’12 Films of Christmas’ Unwraps Sydney’s Holiday Season At The Ritz
Ritz Cinemas is kicking off the most wonderful time of the year with 12 Films of Christmas, a Christmas countdown series packed with nostalgia, novelty and Christmas spirit.
Running from 12 to 22 December, the program offers Sydney audiences an alternative to the usual Harry Potter rewatch, presenting a curated celebration of holiday cinema.
Across its run, the Randwick cinema will screen films from cult favourites to studio-era crowd pleasers, spanning decades and genres.
The line-up blends childhood favourites with titles you never knew belonged in the holiday canon in a chance to see them on the big screen.
Ritz’s ’12 Films of Christmas’ rings in the season with holiday magic for every taste
Die Hard opens the program with high-stakes cheer, pitting Bruce Willis’ John McClane against Alan Rickman’s Hans Gruber in an explosive cat-and-mouse showdown—a now-traditional Christmas-adjacent action classic and favourite for dads everywhere.
Joe Dante’s Gremlins follows, mixing creature chaos with small-town holiday sweetness.
Home Alone returns for big-screen slapstick for a great communal experience watching Kevin McCallister outwit hilariously hapless ‘Sticky Bandits’ —essentially a child-friendly Saw—in a packed cinema.
Up next is saccharine favourite Elf, arguable the most joyful holiday comedy, carried by Will Ferrell‘s reliable ridiculousness.
Romance arrives with the original ensemble juggernaut Love Actually, a seasonal staple intersecting stories that swing from pure fluff to bittersweet heartbreak.
The Holiday follows, pairing Cameron Diaz, Kate Winslet, Jude Law and Jack Black in a heart-warming transatlantic winter escape.
For the yearners, Carol offers a tender, visually rich counterpoint of festive melancholy, led by Rooney Mara and Cate Blanchett.
Classic Hollywood devotees are covered with Meet Me in St. Louis, the charming musical anchored by Judy Garland in one of her defining roles.
The mood shifts to picture-book chaos with the 25th anniversary of How the Grinch Stole Christmas, showcasing Jim Carrey’s delightfully over-the-top and strangely relatable turn.
After that levity, the program pivots sharply with a rare 35mm print of Stanley Kubrick’s Eyes Wide Shut, a divisively moody, Christmas-lit detour through New York.
The Christmas films countdown closes in a double bill with the enduring warmth of It’s a Wonderful Life and the animated poignancy of Tokyo Godfathers.
Bring friends, family or a date for a line-up built to surprise, delight and tug a few heartstrings—because, as the Ritz puts it, “You’d be rude(olph) not to.
For tickets and more information, visit Ritz Cinemas.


Activity ▸ The answer should match the entries below word for word, minus their pictures.

The data ▸

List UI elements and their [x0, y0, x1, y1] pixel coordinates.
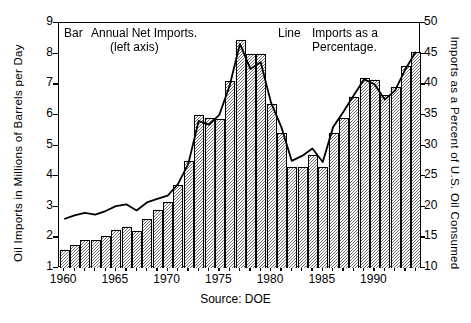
y-axis-right-tick-50: 50: [424, 14, 450, 28]
y-axis-left-tick-9: 9: [29, 14, 53, 28]
chart-canvas: [59, 23, 421, 268]
y-axis-right-tick-45: 45: [424, 45, 450, 59]
x-axis-tick-1970: 1970: [145, 272, 189, 286]
y-axis-left-tick-7: 7: [29, 75, 53, 89]
y-axis-right-tick-10: 10: [424, 259, 450, 273]
y-axis-right-tick-40: 40: [424, 75, 450, 89]
plot-area: [58, 22, 420, 267]
y-axis-left-tick-3: 3: [29, 198, 53, 212]
legend-bar-key: Bar: [64, 26, 83, 40]
x-axis-tick-1965: 1965: [93, 272, 137, 286]
y-axis-right-title: Imports as a Percent of U.S. Oil Consume…: [449, 28, 461, 278]
legend-bar-label-line1: Annual Net Imports.: [91, 26, 197, 40]
x-axis-tick-1985: 1985: [300, 272, 344, 286]
y-axis-left-tick-1: 1: [29, 259, 53, 273]
x-axis-tick-1975: 1975: [196, 272, 240, 286]
y-axis-right-tick-20: 20: [424, 198, 450, 212]
legend-line-label-line1: Imports as a: [312, 26, 378, 40]
y-axis-left-title: Oil Imports in Millions of Barrels per D…: [12, 28, 24, 278]
y-axis-left-tick-6: 6: [29, 106, 53, 120]
y-axis-right-tick-25: 25: [424, 167, 450, 181]
legend-bar-label-line2: (left axis): [110, 40, 159, 54]
chart-figure: Oil Imports in Millions of Barrels per D…: [0, 0, 471, 323]
y-axis-left-tick-4: 4: [29, 167, 53, 181]
x-axis-tick-1990: 1990: [351, 272, 395, 286]
source-caption: Source: DOE: [0, 292, 471, 306]
y-axis-left-tick-2: 2: [29, 228, 53, 242]
x-axis-tick-1960: 1960: [41, 272, 85, 286]
legend-line-key: Line: [278, 26, 301, 40]
y-axis-left-tick-5: 5: [29, 137, 53, 151]
y-axis-right-tick-30: 30: [424, 137, 450, 151]
y-axis-right-tick-35: 35: [424, 106, 450, 120]
y-tick-mark-left: [53, 267, 58, 268]
legend-line-label-line2: Percentage.: [312, 40, 377, 54]
y-axis-right-tick-15: 15: [424, 228, 450, 242]
x-axis-tick-1980: 1980: [248, 272, 292, 286]
y-axis-left-tick-8: 8: [29, 45, 53, 59]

Result of the task ▸
List UI elements and their [x0, y0, x1, y1] pixel coordinates.
y-axis-right-tick-50: 50: [424, 14, 450, 28]
y-axis-left-tick-9: 9: [29, 14, 53, 28]
chart-canvas: [59, 23, 421, 268]
y-axis-right-tick-45: 45: [424, 45, 450, 59]
x-axis-tick-1970: 1970: [145, 272, 189, 286]
y-axis-left-tick-7: 7: [29, 75, 53, 89]
y-axis-right-tick-10: 10: [424, 259, 450, 273]
y-axis-right-tick-40: 40: [424, 75, 450, 89]
plot-area: [58, 22, 420, 267]
y-axis-left-tick-3: 3: [29, 198, 53, 212]
legend-bar-key: Bar: [64, 26, 83, 40]
x-axis-tick-1965: 1965: [93, 272, 137, 286]
y-axis-right-title: Imports as a Percent of U.S. Oil Consume…: [449, 28, 461, 278]
legend-bar-label-line1: Annual Net Imports.: [91, 26, 197, 40]
x-axis-tick-1985: 1985: [300, 272, 344, 286]
y-axis-left-tick-1: 1: [29, 259, 53, 273]
x-axis-tick-1975: 1975: [196, 272, 240, 286]
y-axis-right-tick-20: 20: [424, 198, 450, 212]
legend-line-label-line1: Imports as a: [312, 26, 378, 40]
y-axis-left-title: Oil Imports in Millions of Barrels per D…: [12, 28, 24, 278]
y-axis-left-tick-6: 6: [29, 106, 53, 120]
y-axis-right-tick-25: 25: [424, 167, 450, 181]
legend-bar-label-line2: (left axis): [110, 40, 159, 54]
chart-figure: Oil Imports in Millions of Barrels per D…: [0, 0, 471, 323]
y-axis-left-tick-4: 4: [29, 167, 53, 181]
x-axis-tick-1990: 1990: [351, 272, 395, 286]
source-caption: Source: DOE: [0, 292, 471, 306]
y-axis-left-tick-2: 2: [29, 228, 53, 242]
x-axis-tick-1960: 1960: [41, 272, 85, 286]
legend-line-key: Line: [278, 26, 301, 40]
y-axis-left-tick-5: 5: [29, 137, 53, 151]
y-axis-right-tick-30: 30: [424, 137, 450, 151]
y-axis-right-tick-35: 35: [424, 106, 450, 120]
y-tick-mark-left: [53, 267, 58, 268]
legend-line-label-line2: Percentage.: [312, 40, 377, 54]
y-axis-right-tick-15: 15: [424, 228, 450, 242]
x-axis-tick-1980: 1980: [248, 272, 292, 286]
y-axis-left-tick-8: 8: [29, 45, 53, 59]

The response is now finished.